Jul 27, 2009 11:21
"In a house on the main shopping street of Pompeii, a pair of human skeletons lies. And on the wall beside them, in brightly colored brush strokes, this image is displayed: flowers and songbirds living in a green world on the slopes of a mountain. And by the aid of PCR, and electron microprobe, and computer, DNA from the bones teaches us that the skeletons were father and son. In August of A.D. 79, the pair climbed atop a knee-deep drift of volcanic dust that had snowed down from the mount and flowed indoors - flowed from the very same mountain depicted upon the wall. The boy, aged about fourteen years, is lying on his back upon the drift. His jaw hangs open at an angle suggestive of a last conscious moment spent gaping like a fish, and trying to swallow air. His head is turned to one side, as if to fix his gaze forever upon his father's outstretched left hand. They died, apparently, at the same instant, their fingers gently entwined.

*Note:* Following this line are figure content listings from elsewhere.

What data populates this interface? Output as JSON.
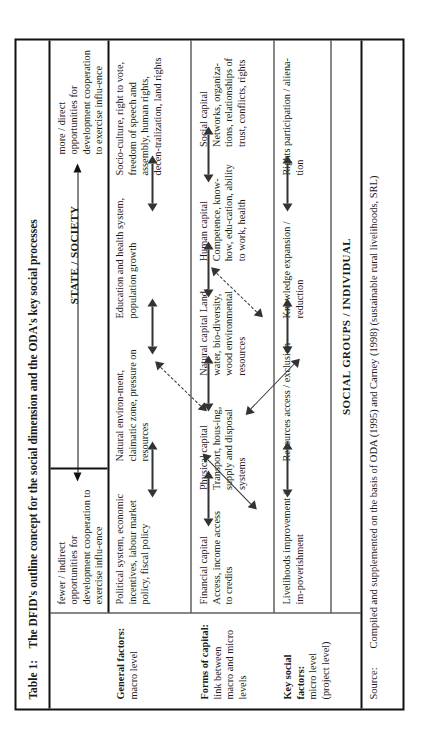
{
  "table": {
    "label": "Table 1:",
    "title": "The DFID's outline concept for the social dimension and the ODA's key social processes",
    "source_label": "Source:",
    "source_text": "Compiled and supplemented on the basis of ODA (1995) and Carney (1998) (sustainable rural livelihoods, SRL)"
  },
  "headers": {
    "top": "STATE / SOCIETY",
    "bottom": "SOCIAL GROUPS / INDIVIDUAL"
  },
  "opportunities": {
    "left": "fewer / indirect opportunities for development cooperation to exercise influ-ence",
    "right": "more / direct opportunities for development cooperation to exercise influ-ence",
    "arrow": "double-headed-arrow"
  },
  "row_labels": [
    {
      "title": "General factors:",
      "sub": "macro level"
    },
    {
      "title": "Forms of capital:",
      "sub": "link between macro and micro levels"
    },
    {
      "title": "Key social factors:",
      "sub": "micro level (project level)"
    }
  ],
  "rows": [
    {
      "name": "general-factors",
      "cells": [
        {
          "bold": "",
          "text": "Political system, economic incentives, labour market policy, fiscal policy"
        },
        {
          "bold": "",
          "text": "Natural environ-ment, claimatic zone, pressure on resources"
        },
        {
          "bold": "",
          "text": "Education and health system, population growth"
        },
        {
          "bold": "",
          "text": "Socio-culture, right to vote, freedom of speech and assembly, human rights, decen-tralization, land rights"
        }
      ]
    },
    {
      "name": "forms-of-capital",
      "cells": [
        {
          "bold": "Financial capital",
          "text": "Access, income access to credits"
        },
        {
          "bold": "Physical capital",
          "text": "Transport, hous-ing, supply and disposal systems"
        },
        {
          "bold": "Natural capital",
          "text": "Land, water, bio-diversity, wood environmental resources"
        },
        {
          "bold": "Human capital",
          "text": "Competence, know-how, edu-cation, ability to work, health"
        },
        {
          "bold": "Social capital",
          "text": "Networks, organiza-tions, relationships of trust, conflicts, rights"
        }
      ]
    },
    {
      "name": "key-social-factors",
      "cells": [
        {
          "bold": "Livelihoods",
          "text": "improvement / im-poverishment"
        },
        {
          "bold": "Resources",
          "text": "access / exclusion"
        },
        {
          "bold": "Knowledge",
          "text": "expansion / reduction"
        },
        {
          "bold": "Rights",
          "text": "participation / aliena-tion"
        }
      ]
    }
  ],
  "connectors": {
    "solid_double_arrow": "double-headed-arrow",
    "dashed_double_arrow": "dashed-double-headed-arrow"
  },
  "colors": {
    "border": "#111111",
    "text": "#1a1a1a",
    "arrow": "#333333",
    "background": "#ffffff"
  }
}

In the Vesuvian ash, among bones shut out from starlight and from sunlight for close on two thousand years, I have gazed into the eyeless sockets of a skull that never lived to see a pocket-computer-assisted scientist, never lived to see flying machines above the mount or space station Alpha speeding beneath the stars. And though the empire of Rome stretches far and awat, like a civilization completely alien to us, the bones speak of our common humanity, speak still, from their last second of life, of love and mutual tenderness."